Mike Mussina is potentially closing in on a call to the Hall

Will the sixth time be the charm for former Orioles and Yankees pitcher Mike Mussina? Is his call to the Hall of Fame coming on Tuesday?

He's already an Orioles Hall of Famer, inducted in August 2012, and now it seems the National Baseball Hall of Fame in Cooperstown, N.Y., may be calling. Finally.

Without throwing a pitch, Mussina has become more popular with the voters - much more popular - in recent years.

In his first year of eligibility in 2014, he got just 20.3 percent of the vote. But that has gone up to 24.6 in 2015, to 43.0 in 2016, 51.8 percent in 2017 and 63.5 last year. Mussina is getting about 82 percent of votes for this year, and that is from Ryan Thibodaux's Hall of Fame tracker, which counts actual ballots that are made public.

To some long-time Orioles fans, when I say I believe Mike Mussina is almost the pitching equivalent of Jim Palmer, you get some major pushback. I get it. Palmer is the greatest Orioles pitcher ever and a well deserved Hall of Famer. We hold him, rightly so, in the very, very highest regard. I just think Mussina is in the conversation.

* Palmer: 268-152 with 2.86 ERA, 1.18 WHIP, 5.0 strikeouts/nine innings pitched, 125 ERA+
* Mussina: 270-153 with 3.68 ERA, 1.19 WHIP, 7.1 strikeouts/nine innings pitched, 123 ERA+

ERA+ adjusts for ballpark and era when the pitcher played, and Mussina is very close to Palmer in that one stat. At 123, he's the equal of Juan Marichal, elected to the Hall in 1983. His 123 ERA+ tops several Hall of Famers, a list that includes Nolan Ryan, Don Drysdale, Bob Feller, Bert Blyleven, Gaylord Perry, Tom Glavine and Warren Spahn. So he's keeping good company.

No, Mussina never won a Cy Young Award. He was never voted top pitcher in his league. Palmer won three Cy Young Awards and was an eight-time 20-game winner. But Mussina was often among the best in the game. He finished in the top six for the Cy Young nine times in his career. That is something Palmer did eight times.

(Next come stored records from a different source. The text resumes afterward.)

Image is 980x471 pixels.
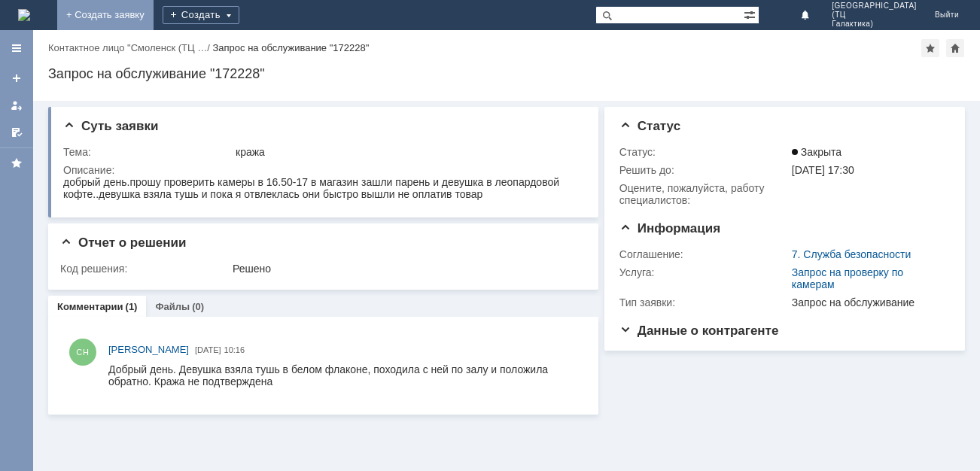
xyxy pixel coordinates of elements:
a: [PERSON_NAME] [108,343,189,357]
span: [DATE] 17:30 [792,164,855,176]
img: logo [18,9,30,21]
div: Описание: [64,164,581,176]
a: Файлы [155,301,190,313]
div: Решить до: [619,164,789,176]
span: [PERSON_NAME] [108,344,189,356]
a: Запрос на проверку по камерам [792,266,903,291]
div: Код решения: [60,263,230,275]
a: Контактное лицо "Смоленск (ТЦ … [48,42,207,54]
a: Создать заявку [5,66,28,90]
div: Добавить в избранное [921,39,939,57]
span: 10:16 [225,346,245,355]
div: / [48,42,212,54]
a: Мои заявки [5,94,28,117]
span: Отчет о решении [60,236,185,250]
span: Галактика) [832,20,916,28]
div: Запрос на обслуживание [792,296,944,308]
span: (ТЦ [832,11,916,20]
div: Создать [163,6,239,24]
div: (0) [192,301,204,313]
div: Запрос на обслуживание "172228" [212,42,369,54]
div: Oцените, пожалуйста, работу специалистов: [619,182,789,206]
div: Соглашение: [619,248,789,260]
a: Комментарии [57,301,124,313]
span: Расширенный поиск [744,6,759,21]
span: [GEOGRAPHIC_DATA] [832,2,916,11]
div: Тип заявки: [619,296,789,308]
a: Мои согласования [5,120,28,145]
div: кража [235,146,578,158]
span: Закрыта [792,146,842,158]
a: 7. Служба безопасности [792,248,911,260]
div: (1) [125,301,138,313]
a: Перейти на домашнюю страницу [18,9,30,21]
span: Суть заявки [64,119,158,134]
div: Сделать домашней страницей [946,39,965,57]
div: Запрос на обслуживание "172228" [48,66,965,81]
span: Информация [619,221,720,236]
div: Тема: [64,146,233,158]
div: Решено [233,263,578,275]
span: [DATE] [195,346,221,355]
div: Услуга: [619,266,789,278]
div: Статус: [619,146,789,158]
span: Данные о контрагенте [619,324,779,338]
span: Статус [619,119,680,134]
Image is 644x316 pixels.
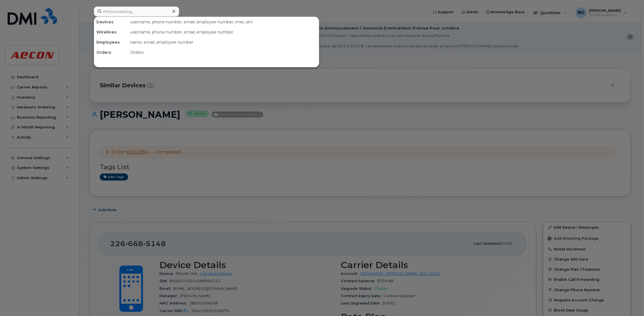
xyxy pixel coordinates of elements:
div: name, email, employee number [128,37,319,47]
div: username, phone number, email, employee number [128,27,319,37]
div: Employees [94,37,128,47]
div: username, phone number, email, employee number, imei, sim [128,17,319,27]
div: Orders [128,47,319,57]
div: Wirelines [94,27,128,37]
div: Orders [94,47,128,57]
div: Devices [94,17,128,27]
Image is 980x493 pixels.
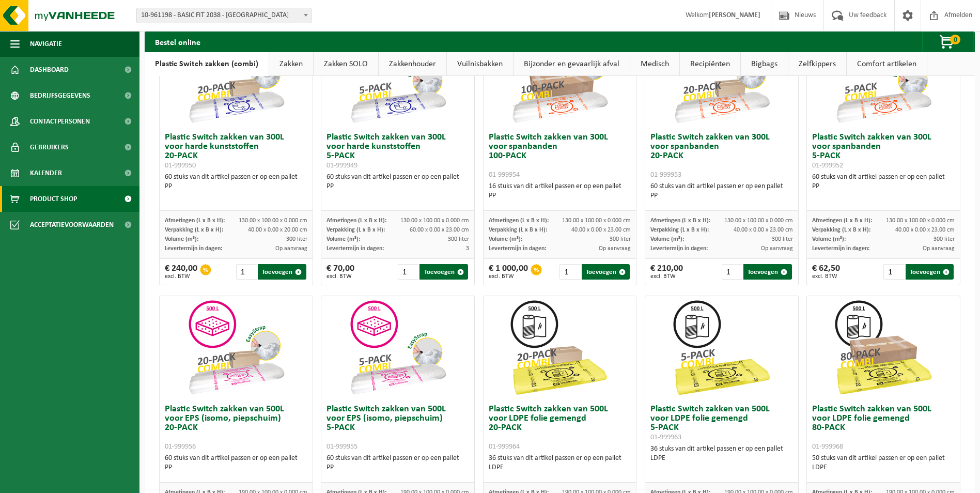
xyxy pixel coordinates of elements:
[934,236,955,242] span: 300 liter
[650,454,793,463] div: LDPE
[812,443,843,450] span: 01-999968
[185,297,288,399] img: 01-999956
[447,52,513,76] a: Vuilnisbakken
[571,226,631,233] span: 40.00 x 0.00 x 23.00 cm
[514,52,630,76] a: Bijzonder en gevaarlijk afval
[832,297,935,399] img: 01-999968
[905,264,954,279] button: Toevoegen
[165,405,307,451] h3: Plastic Switch zakken van 500L voor EPS (isomo, piepschuim) 20-PACK
[326,405,469,451] h3: Plastic Switch zakken van 500L voor EPS (isomo, piepschuim) 5-PACK
[489,191,631,200] div: PP
[670,297,774,399] img: 01-999963
[275,246,307,252] span: Op aanvraag
[650,236,684,242] span: Volume (m³):
[165,264,197,279] div: € 240,00
[722,264,743,279] input: 1
[400,217,469,224] span: 130.00 x 100.00 x 0.000 cm
[812,173,955,191] div: 60 stuks van dit artikel passen er op een pallet
[741,52,788,76] a: Bigbags
[326,162,357,169] span: 01-999949
[489,236,522,242] span: Volume (m³):
[165,173,307,191] div: 60 stuks van dit artikel passen er op een pallet
[30,83,90,108] span: Bedrijfsgegevens
[136,8,312,24] span: 10-961198 - BASIC FIT 2038 - BRUSSEL
[326,182,469,191] div: PP
[650,246,707,252] span: Levertermijn in dagen:
[489,454,631,472] div: 36 stuks van dit artikel passen er op een pallet
[489,226,547,233] span: Verpakking (L x B x H):
[145,32,211,52] h2: Bestel online
[650,405,793,442] h3: Plastic Switch zakken van 500L voor LDPE folie gemengd 5-PACK
[286,236,307,242] span: 300 liter
[326,274,355,279] span: excl. BTW
[165,443,195,450] span: 01-999956
[508,25,611,127] img: 01-999954
[812,405,955,451] h3: Plastic Switch zakken van 500L voor LDPE folie gemengd 80-PACK
[489,246,546,252] span: Levertermijn in dagen:
[489,274,528,279] span: excl. BTW
[326,443,357,450] span: 01-999955
[30,57,69,83] span: Dashboard
[630,52,679,76] a: Medisch
[185,25,288,127] img: 01-999950
[30,108,90,135] span: Contactpersonen
[379,52,446,76] a: Zakkenhouder
[326,217,386,224] span: Afmetingen (L x B x H):
[326,264,355,279] div: € 70,00
[489,182,631,200] div: 16 stuks van dit artikel passen er op een pallet
[489,443,520,450] span: 01-999964
[326,463,469,472] div: PP
[489,463,631,472] div: LDPE
[812,133,955,170] h3: Plastic Switch zakken van 300L voor spanbanden 5-PACK
[346,297,449,399] img: 01-999955
[137,8,311,23] span: 10-961198 - BASIC FIT 2038 - BRUSSEL
[165,162,195,169] span: 01-999950
[239,217,307,224] span: 130.00 x 100.00 x 0.000 cm
[923,246,955,252] span: Op aanvraag
[650,217,710,224] span: Afmetingen (L x B x H):
[30,212,114,237] span: Acceptatievoorwaarden
[812,246,869,252] span: Levertermijn in dagen:
[744,264,792,279] button: Toevoegen
[922,32,974,52] button: 0
[326,173,469,191] div: 60 stuks van dit artikel passen er op een pallet
[165,226,223,233] span: Verpakking (L x B x H):
[812,162,843,169] span: 01-999952
[812,274,840,279] span: excl. BTW
[165,274,197,279] span: excl. BTW
[398,264,418,279] input: 1
[508,297,611,399] img: 01-999964
[812,236,845,242] span: Volume (m³):
[165,463,307,472] div: PP
[30,135,69,160] span: Gebruikers
[650,133,793,179] h3: Plastic Switch zakken van 300L voor spanbanden 20-PACK
[812,264,840,279] div: € 62,50
[650,274,683,279] span: excl. BTW
[165,236,198,242] span: Volume (m³):
[165,246,222,252] span: Levertermijn in dagen:
[165,217,225,224] span: Afmetingen (L x B x H):
[165,182,307,191] div: PP
[650,171,681,179] span: 01-999953
[489,405,631,451] h3: Plastic Switch zakken van 500L voor LDPE folie gemengd 20-PACK
[489,133,631,179] h3: Plastic Switch zakken van 300L voor spanbanden 100-PACK
[772,236,793,242] span: 300 liter
[680,52,740,76] a: Recipiënten
[812,182,955,191] div: PP
[884,264,904,279] input: 1
[812,217,872,224] span: Afmetingen (L x B x H):
[326,454,469,472] div: 60 stuks van dit artikel passen er op een pallet
[326,236,360,242] span: Volume (m³):
[346,25,449,127] img: 01-999949
[314,52,378,76] a: Zakken SOLO
[562,217,631,224] span: 130.00 x 100.00 x 0.000 cm
[419,264,467,279] button: Toevoegen
[610,236,631,242] span: 300 liter
[650,264,683,279] div: € 210,00
[30,160,62,186] span: Kalender
[582,264,630,279] button: Toevoegen
[165,133,307,170] h3: Plastic Switch zakken van 300L voor harde kunststoffen 20-PACK
[466,246,469,252] span: 3
[236,264,256,279] input: 1
[599,246,631,252] span: Op aanvraag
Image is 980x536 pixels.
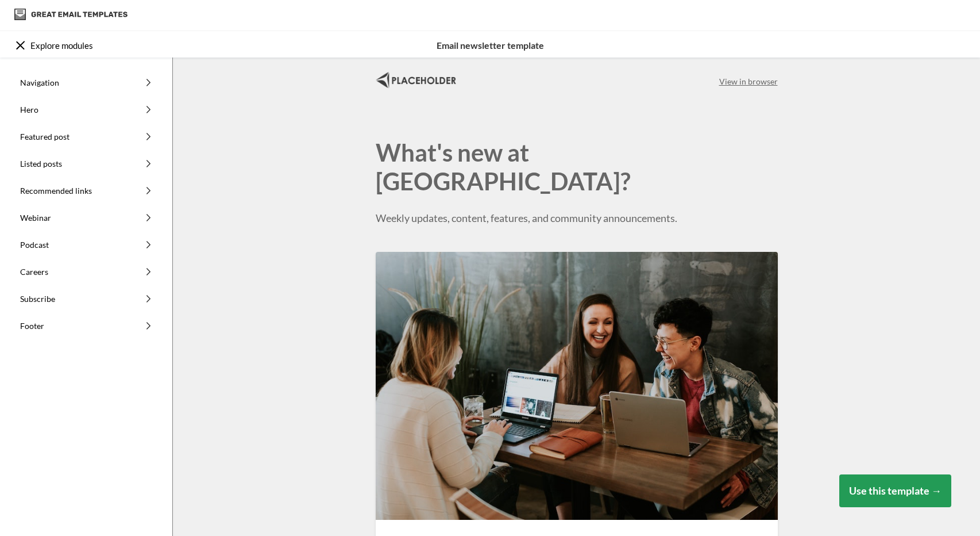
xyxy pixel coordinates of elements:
img: right_arrow.svg [144,240,152,249]
img: right_arrow.svg [144,159,152,168]
img: right_arrow.svg [144,212,152,223]
img: placeholder.png [375,72,457,89]
img: right_arrow.svg [144,131,152,142]
img: right_arrow.svg [144,77,152,88]
span: Podcast [20,240,49,249]
span: Listed posts [20,159,62,168]
h1: Email newsletter template [252,40,728,51]
span: Navigation [20,77,59,88]
h1: What's new at [GEOGRAPHIC_DATA]? [375,138,691,195]
span: Footer [20,321,44,330]
img: right_arrow.svg [144,186,152,195]
span: Recommended links [20,186,91,195]
img: right_arrow.svg [144,321,152,330]
span: Hero [20,105,39,114]
span: Subscribe [20,293,55,304]
img: right_arrow.svg [144,293,152,304]
span: Webinar [20,212,51,223]
img: email_single_post.png [375,252,778,520]
a: View in browser [719,76,778,86]
span: Careers [20,267,48,276]
button: Use this template → [839,474,952,507]
p: Weekly updates, content, features, and community announcements. [375,211,691,225]
img: logo_dark.svg [14,8,127,20]
span: Explore modules [30,41,93,51]
img: right_arrow.svg [144,267,152,276]
span: Featured post [20,131,70,142]
img: right_arrow.svg [144,105,152,114]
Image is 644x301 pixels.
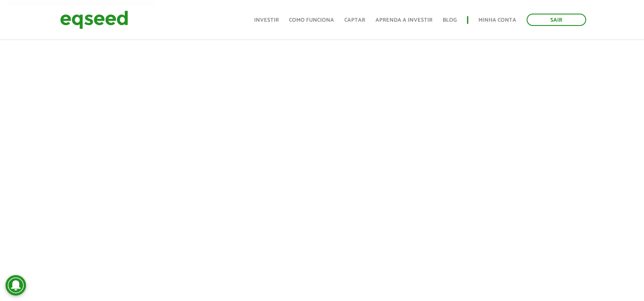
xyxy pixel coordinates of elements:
a: Blog [442,17,457,23]
img: EqSeed [60,9,128,31]
a: Investir [254,17,278,23]
a: Sair [527,13,586,26]
a: Aprenda a investir [376,17,432,23]
a: Como funciona [289,17,334,23]
a: Minha conta [479,17,516,23]
a: Captar [344,17,366,23]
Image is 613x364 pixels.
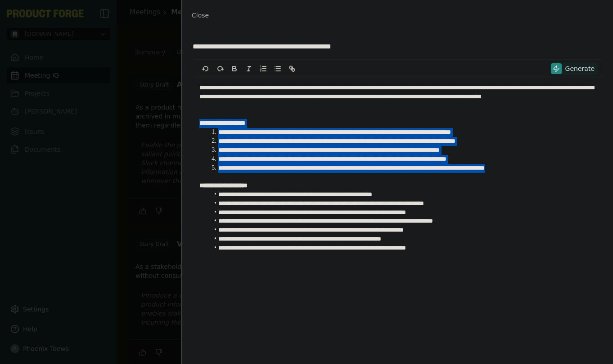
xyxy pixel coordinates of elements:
button: Ordered [256,64,269,75]
button: Link [286,64,299,75]
button: Generate [550,63,598,75]
span: Generate [565,64,594,74]
span: Close [192,12,208,19]
button: undo [199,64,212,75]
button: Italic [243,64,255,75]
button: Bullet [271,64,284,75]
button: Bold [228,64,241,75]
button: Close [189,7,211,24]
button: redo [213,64,226,75]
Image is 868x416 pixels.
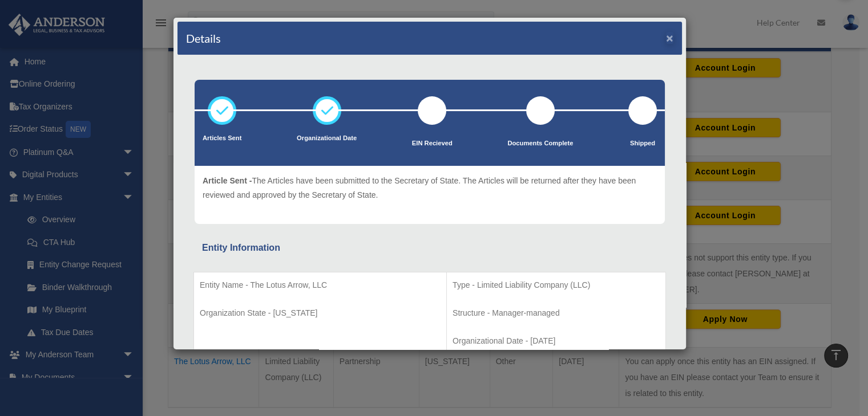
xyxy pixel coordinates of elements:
[452,279,659,293] p: Type - Limited Liability Company (LLC)
[203,133,241,145] p: Articles Sent
[200,279,440,293] p: Entity Name - The Lotus Arrow, LLC
[412,137,452,149] p: EIN Recieved
[665,32,673,44] button: ×
[452,334,659,349] p: Organizational Date - [DATE]
[628,137,657,149] p: Shipped
[200,306,440,321] p: Organization State - [US_STATE]
[296,133,357,145] p: Organizational Date
[202,240,658,256] div: Entity Information
[186,30,221,46] h4: Details
[203,176,252,185] span: Article Sent -
[452,306,659,321] p: Structure - Manager-managed
[203,173,657,201] p: The Articles have been submitted to the Secretary of State. The Articles will be returned after t...
[507,137,573,149] p: Documents Complete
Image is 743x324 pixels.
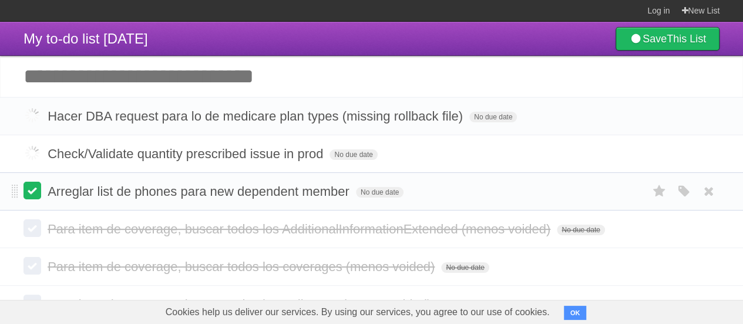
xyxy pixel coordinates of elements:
label: Done [24,294,41,312]
label: Done [24,182,41,199]
label: Done [24,106,41,124]
span: Hacer DBA request para lo de medicare plan types (missing rollback file) [48,109,466,123]
span: My to-do list [DATE] [24,31,148,46]
button: OK [564,306,587,320]
span: No due date [441,262,489,273]
span: Arreglar list de phones para new dependent member [48,184,353,199]
span: No due date [356,187,404,197]
span: No due date [469,112,517,122]
span: Para item de coverage, buscar todos los coverages (menos voided) [48,259,438,274]
span: Para item de coverage, buscar todos los Indicators (menos voided) [48,297,434,311]
label: Done [24,144,41,162]
label: Done [24,257,41,274]
b: This List [667,33,706,45]
span: No due date [330,149,377,160]
span: Cookies help us deliver our services. By using our services, you agree to our use of cookies. [154,300,562,324]
span: Check/Validate quantity prescribed issue in prod [48,146,326,161]
label: Done [24,219,41,237]
span: No due date [557,224,605,235]
a: SaveThis List [616,27,720,51]
label: Star task [648,182,670,201]
span: Para item de coverage, buscar todos los AdditionalInformationExtended (menos voided) [48,222,553,236]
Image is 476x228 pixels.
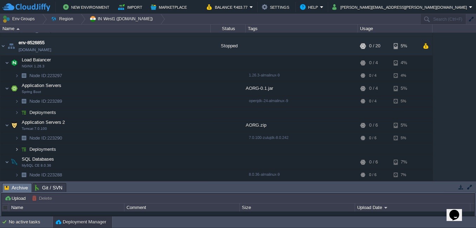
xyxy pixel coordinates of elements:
[21,83,62,88] a: Application ServersSpring Boot
[369,133,377,143] div: 0 / 6
[29,73,47,78] span: Node ID:
[333,3,469,11] button: [PERSON_NAME][EMAIL_ADDRESS][PERSON_NAME][DOMAIN_NAME]
[5,183,28,192] span: Archive
[369,155,378,169] div: 0 / 6
[29,172,63,178] a: Node ID:223288
[9,56,19,70] img: AMDAwAAAACH5BAEAAAAALAAAAAABAAEAAAICRAEAOw==
[5,118,9,132] img: AMDAwAAAACH5BAEAAAAALAAAAAABAAEAAAICRAEAOw==
[19,46,51,53] a: [DOMAIN_NAME]
[0,36,6,55] img: AMDAwAAAACH5BAEAAAAALAAAAAABAAEAAAICRAEAOw==
[6,36,16,55] img: AMDAwAAAACH5BAEAAAAALAAAAAABAAEAAAICRAEAOw==
[5,56,9,70] img: AMDAwAAAACH5BAEAAAAALAAAAAABAAEAAAICRAEAOw==
[2,3,50,12] img: CloudJiffy
[249,73,280,77] span: 1.26.3-almalinux-9
[32,195,54,201] button: Delete
[21,120,66,125] a: Application Servers 2Tomcat 7.0.100
[9,203,124,212] div: Name
[19,70,29,81] img: AMDAwAAAACH5BAEAAAAALAAAAAABAAEAAAICRAEAOw==
[356,203,470,212] div: Upload Date
[369,169,377,180] div: 0 / 6
[29,99,47,104] span: Node ID:
[22,90,41,94] span: Spring Boot
[21,156,55,162] a: SQL DatabasesMySQL CE 8.0.36
[9,118,19,132] img: AMDAwAAAACH5BAEAAAAALAAAAAABAAEAAAICRAEAOw==
[29,73,63,79] a: Node ID:223297
[21,57,52,63] span: Load Balancer
[22,163,51,168] span: MySQL CE 8.0.36
[369,81,378,95] div: 0 / 4
[15,96,19,107] img: AMDAwAAAACH5BAEAAAAALAAAAAABAAEAAAICRAEAOw==
[394,96,417,107] div: 5%
[9,81,19,95] img: AMDAwAAAACH5BAEAAAAALAAAAAABAAEAAAICRAEAOw==
[16,28,20,30] img: AMDAwAAAACH5BAEAAAAALAAAAAABAAEAAAICRAEAOw==
[15,70,19,81] img: AMDAwAAAACH5BAEAAAAALAAAAAABAAEAAAICRAEAOw==
[29,109,57,115] a: Deployments
[21,82,62,88] span: Application Servers
[21,57,52,62] a: Load BalancerNGINX 1.26.3
[249,172,280,176] span: 8.0.36-almalinux-9
[21,156,55,162] span: SQL Databases
[246,118,358,132] div: AORG.zip
[63,3,112,11] button: New Environment
[9,155,19,169] img: AMDAwAAAACH5BAEAAAAALAAAAAABAAEAAAICRAEAOw==
[359,25,433,33] div: Usage
[29,135,63,141] span: 223290
[394,70,417,81] div: 4%
[300,3,320,11] button: Help
[9,216,53,228] div: No active tasks
[5,195,28,201] button: Upload
[56,219,106,226] button: Deployment Manager
[240,203,355,212] div: Size
[21,119,66,125] span: Application Servers 2
[22,127,47,131] span: Tomcat 7.0.100
[369,36,381,55] div: 0 / 20
[29,146,57,152] a: Deployments
[19,39,45,46] a: env-8526855
[35,183,62,192] span: Git / SVN
[5,81,9,95] img: AMDAwAAAACH5BAEAAAAALAAAAAABAAEAAAICRAEAOw==
[29,98,63,104] span: 223289
[246,25,358,33] div: Tags
[15,107,19,118] img: AMDAwAAAACH5BAEAAAAALAAAAAABAAEAAAICRAEAOw==
[369,118,378,132] div: 0 / 6
[15,169,19,180] img: AMDAwAAAACH5BAEAAAAALAAAAAABAAEAAAICRAEAOw==
[369,56,378,70] div: 0 / 4
[19,133,29,143] img: AMDAwAAAACH5BAEAAAAALAAAAAABAAEAAAICRAEAOw==
[125,203,240,212] div: Comment
[29,135,47,141] span: Node ID:
[29,172,63,178] span: 223288
[394,81,417,95] div: 5%
[89,14,155,24] button: IN West1 ([DOMAIN_NAME])
[447,200,469,221] iframe: chat widget
[22,64,45,68] span: NGINX 1.26.3
[249,99,288,103] span: openjdk-24-almalinux-9
[394,56,417,70] div: 4%
[211,25,246,33] div: Status
[1,25,210,33] div: Name
[2,14,37,24] button: Env Groups
[249,135,289,140] span: 7.0.100-zulujdk-8.0.242
[394,155,417,169] div: 7%
[5,155,9,169] img: AMDAwAAAACH5BAEAAAAALAAAAAABAAEAAAICRAEAOw==
[369,96,377,107] div: 0 / 4
[394,36,417,55] div: 5%
[394,133,417,143] div: 5%
[394,169,417,180] div: 7%
[118,3,145,11] button: Import
[15,144,19,155] img: AMDAwAAAACH5BAEAAAAALAAAAAABAAEAAAICRAEAOw==
[19,169,29,180] img: AMDAwAAAACH5BAEAAAAALAAAAAABAAEAAAICRAEAOw==
[151,3,189,11] button: Marketplace
[29,135,63,141] a: Node ID:223290
[29,98,63,104] a: Node ID:223289
[262,3,292,11] button: Settings
[19,96,29,107] img: AMDAwAAAACH5BAEAAAAALAAAAAABAAEAAAICRAEAOw==
[369,70,377,81] div: 0 / 4
[246,81,358,95] div: AORG-0.1.jar
[394,118,417,132] div: 5%
[19,144,29,155] img: AMDAwAAAACH5BAEAAAAALAAAAAABAAEAAAICRAEAOw==
[29,172,47,178] span: Node ID:
[51,14,76,24] button: Region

And Mussina thrived over a long career spent entirely in the American League East, making well over half his starts in either Camden Yards, Fenway Park or Yankee Stadium.

Mussina would not be the first pitcher elected without a Cy Young Award on his resume. This list already includes Ryan, Marichal, Don Sutton and Phil Niekro, to name a few.

Orioles fans often ask which cap will be on Mussina's plaque if he gets the call to the Hall, Orioles or Yankees? While Mussina should have input into that, in an interview a few years back on this topic, Brad Horne of the Hall of Fame told me the Hall will make that call.

"Our role, as a historical institution, is to preserve the integrity of the team that is most representative from an individual's career. If someone's career is split between two or three franchises, numbers alone do not necessarily tell the story of where the greatest impact was made," Horne said. "The process is, once an individual is elected, and only at that time, does the Hall of Fame begin the process of which team is represented on the plaque. The individual is elected in January, but not inducted until July."

mussina-throwing-sidebar.jpgMussina pitched better over his 10 seasons as an Oriole than he did in his eight seasons in New York. His time in Baltimore produced a lower ERA (3.53 to 3.88), lower WHIP (1.175 to 1.212) and better ERA+ (130 to 114). He also had many more complete games (45 to 12) and shutouts (15 to 8) as an Oriole. According to Baseball-Reference.com, he averaged 4.76 WAR per season as an Oriole and 4.38 as a Yankee. Of course, Mussina was older when he pitched in the Bronx, starting there with his age-32 season.

Mussina was an Oriole between 1991 and 2000. In that time. the team won at a .510 rate to rank 13th in the majors over that stretch, but Mussina's personal won-loss percentage was .645. He was a Yankee from 2001-2008, a period when New York's win percentage of .599 was the best in the major leagues. Mussina's won-loss percentage was .631 in New York. He pitched in the playoffs in seven seasons in the Bronx and two in Baltimore, making just six of his 21 post-season starts for Baltimore.

I think Mussina will be a Hall of Famer on Tuesday. Then will we see an Orioles-Yankees battle for the cap? Will that be something that will be important to you, the fans?